A chapter in the book Not Sure Yet

The Bear Who Haunted Garnet

by ciliverde


The Bear Who Haunted Garnet, Montana

The huge, old bear ambled
down First Chance Gulch one evening,
following an old creek bed
as late October light poured
through the lodgepoles.

She wasn't in a hurry.

Her belly full from recent feeding,
she was content.
She'd seen the wolves scatter
like starlings from their carcass
when she roared, and they
waited, circling and howling
while she tore into the meat.

She shuffled with soft footfalls
crackling in yellow leaves,
snout snuffing the mead of fresh decay
and the blood still streaked
on her fur; felt in her bones
the lowering light of fall,
the snow that would soon
pelt down in smothering drifts;
sensed the long sleep coming
and the tiny cubs already growing
in her belly.

Clouds blew around her, like scudding sea foam,
as if the first breath of winter
blew into the fading daylight.

Close ahead the town glowed like coals
in the almost-night.
Cooking-smoke scent drifted,
and a dull buzz of voices
emerged through silence.

She was not afraid.

Habit, more than hunger,
drew her here.
She knew the taste
of their chickens; the aromatic garbage
tossed carelessly behind saloons.
The miners had seen
her paw-prints, big as dinner plates,
outside their cabins,
claw marks dug deep into damp soil.
They'd seen slabs of bark
torn off the trunks of fir-trees.
Their whiskey-soaked voices
whispered tales about a giant bear -
the grizzly who haunted
their tiny town.

No one had seen her,
they said. Only the men
she had killed and dragged
into the brush.
They were afraid; she eluded
even the best hunters.
She was an old bear and she'd grown
wise to the ways of men.

The legends grew,
even as gold dried up in Garnet,
and only the most desperate
remained: the old timers, the outlaws;
drunkards who lacked the will
to move on.

The old she-bear stood, curious;
small eyes squinting into the night.
Her nose caught a scent,
and she approached,
sensing the sleeping human, slayed already
by drunkenness and despair.
She slashed a cheek with razor claws,
as if to anoint the sleeping man
with blood, or sorely-needed luck.

Then she lumbered back into
the pines, with that peculiar
shuffling gait that grizzlies have.
She could run like the wind
if she needed to, but not now;
now she wanted sleep.

She'd ascend the mountain,
by scent, for her vision was poor,
and sleep beneath the larches
in all their golden glory.
Then the north winds would blow,
and the last birds would wing south
for the winter,
and the old moon would rise
to gild her frosted fur.

 



Recognized


Garnet is a ghost town in Granite County, Montana. It is an abandoned mining town that dates from the 1860s, located in First Chance Gulch.
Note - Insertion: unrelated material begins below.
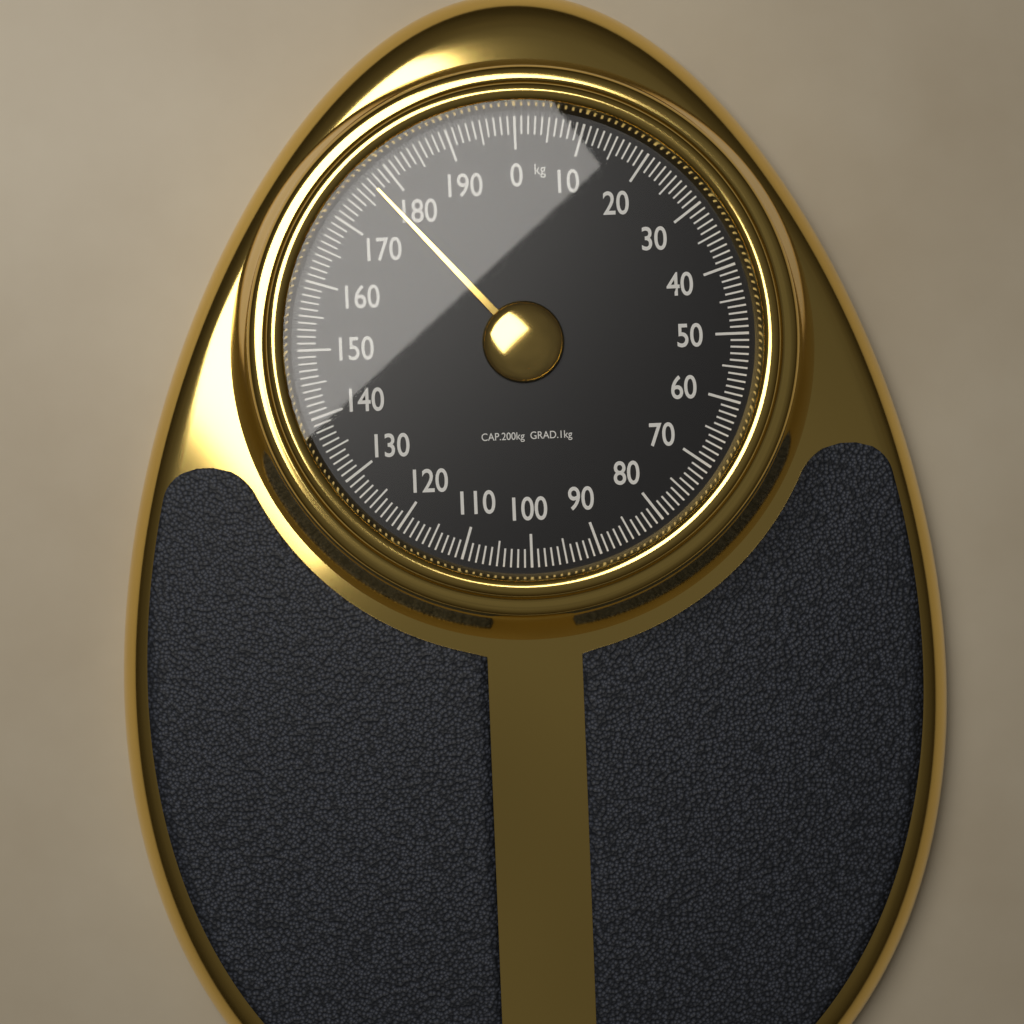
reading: 177 kg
Garnet was originally named Mitchell in 1895 and had ten buildings. The main part of the town was built on the Garnet Lode. Later changing its name to Garnet, it was a rich gold mining area. In 1898, as many as 1,000 people lived here; it was abandoned 20 years later when the gold ran out.

During the 1890s, it had close to thirteen saloons (bars), as well as food stores, a barber shop, mercantile store, and three hotels. Garnet was famous for its saloons; at its peak, the saloons were one of the hottest spots in Garnet.